Yeah, she wasn't very good at reading him.

She'd known immediately of whom he spoke. Hadn't even been that surprised. Why wouldn't Tony immediately want to take in Marley. Her Marley, her bruised, battered, battle-bloodied Marley who never showed the pain those fights gave her, who never gave up an inch of space in the field, who Beck had never seen cry, her Marley who had such a hard exterior but every once in a while, let Beck in to see her soft, warm interior, soft and warm even as she built herself up with sweat and blood and anger after each and every foster home shattered her. Her Marley, who made puns that made Beck's ears bleed and always listened and would start an argument being firmly on one side and then wind up arguing the other too and had never forgotten a single thing Beck told her and sometimes texted her pictures of animals at three in the morning with no context. Yes, why wouldn't Tony Stark pull her under his wing, decide to provide a permanent shelter for the girl who hadn't known one in seven years?

So instead of asking Rhodey to repeat himself, she'd just heaved herself out of bed, lurched across the room, taken the coffee and downed half of it in a scalding gulp, and ground out, "Tell." Like a soccer mom asking for all the juicy details about a disgraced parent on the PTA board, except a hell of a lot more steel-laced.

To his credit, Rhodey didn't seem at all upset about her taking his coffee.
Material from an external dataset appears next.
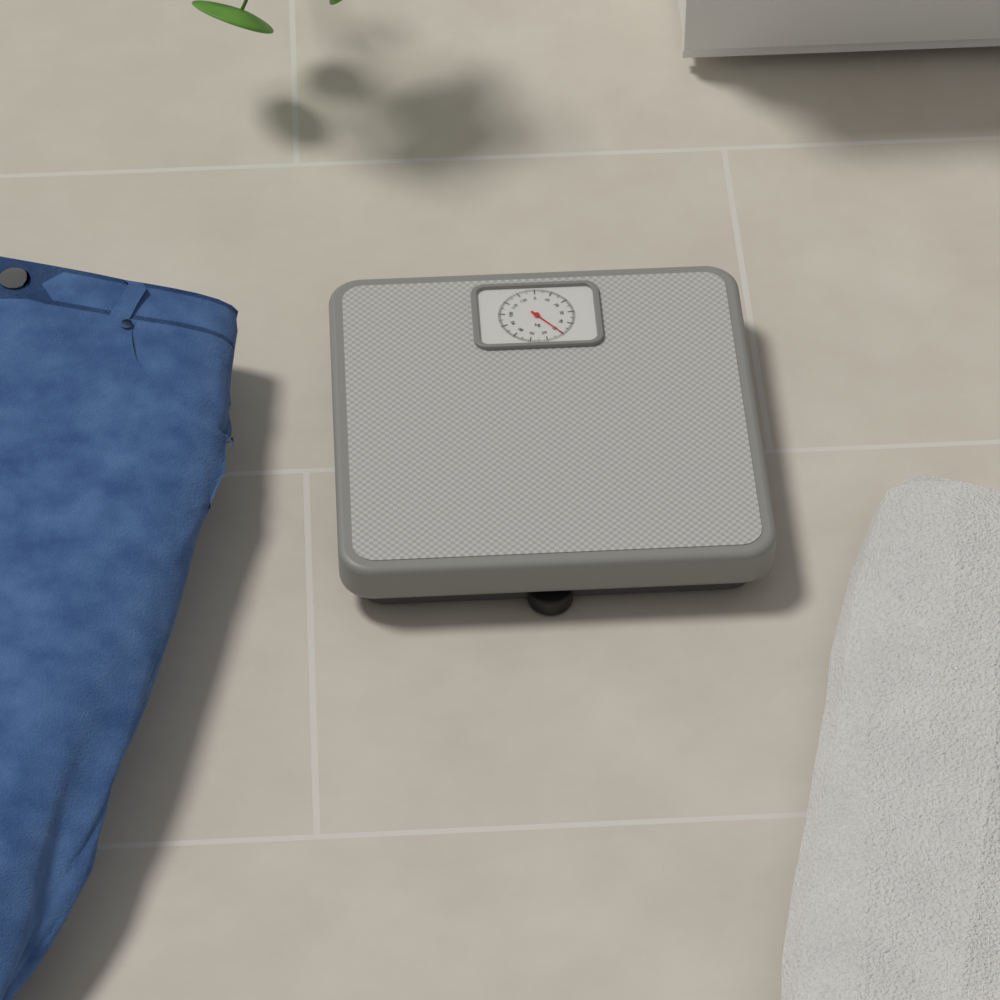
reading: 50 kg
He explained what Tony was going to do: wake Marley up, have Natasha get her dressed, then load into a Quinjet and fly down to New York City, asking her if she wanted to be adopted on the way down. Beck agreed with all of it except the Quinjet. Rhodey noticed the frown that she couldn't keep from flickering onto her face when he mentioned it.

"Not a fan of Quinjets?" he said.

She shook her head. "Drive down. A Quinjet's too flashy. She'll get the wrong impression. And she won't have enough time to make up her mind. She likes having a lot of time to think about things."
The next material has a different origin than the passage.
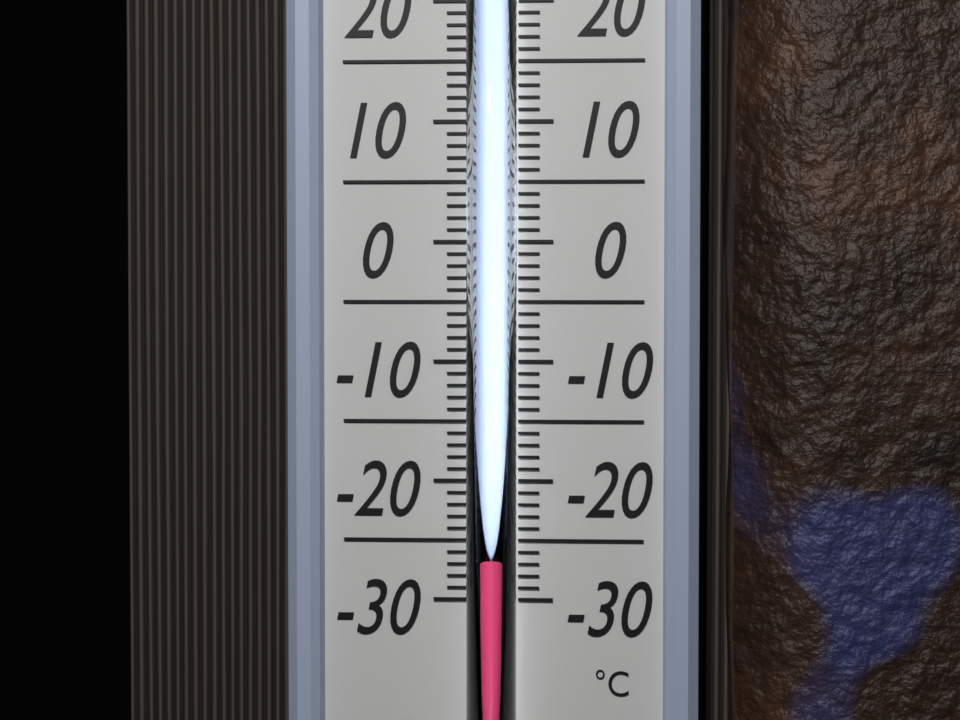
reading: -26 °C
Rhodey studied her. "Are you sure?"

Beck had thought of all the time she and Marley had spent together, the years if sparring and learning, just the two of them, from Steve. Learning Marley's moods and the way her brain worked, her perspective on life and view of those with excessive wealth versus none at all. She knew Marley almost as well if not better than she knew herself. Certainly loved her more, not that the fucking oblivious fool girl ever saw it.

Rhodey had read the answer to his question in Beck's eyes, nodded, and taken off down the hallway. Beck had drained the rest of the coffee and gone to seek out the best place to ambush Marley to try and tip her off.

Living with Tony Stark would be the best thing that had ever happened to Marley. Not because of him—Beck had never met him, so she had no idea if the two of them would be compatible—but because she'd have a fixed location. A fixed home. Because Tony would be legally required to take care of her for the next three years, and that would mean Marley living in a set place for the longest she had since her mother died. Marley was one of those people who need an anchor. She could go anywhere, do anything, meet anyone, as long as she had a definitive place to return to at the end of the day or week.

In a way, a little, Steve's studio fulfilled that role. But Beck—she didn't know how she knew, but she just know that it didn't cut it for Marley. Maybe Beck saw it in her posture, heard it in her voice. Maybe it was that Beck had realized several months ago that she'd never seen Marley fully relaxed—or relaxed to any degree, really. Always tense, taut, always guarded. Living like that endlessly had to grate on her. She didn't have an anchor, and she, drifting and not in a good way, needed one.

So of course, if Beck saw the chance for all that to change for Marley . . . of course she would try and give her a heads-up, try to convince her to take the golden opportunity laid at her feet. She just hoped that her Say yes had been enough to at least get Marley thinking about it.

And if Marley didn't take the opportunity, if Marley said no to Tony's proposal, Beck would do whatever it took to put a smile on her best friend's face. One of these days, Marley would see how much she was loved.

If she didn't . . . Beck had a good idea of what would happen, and it wasn't pretty.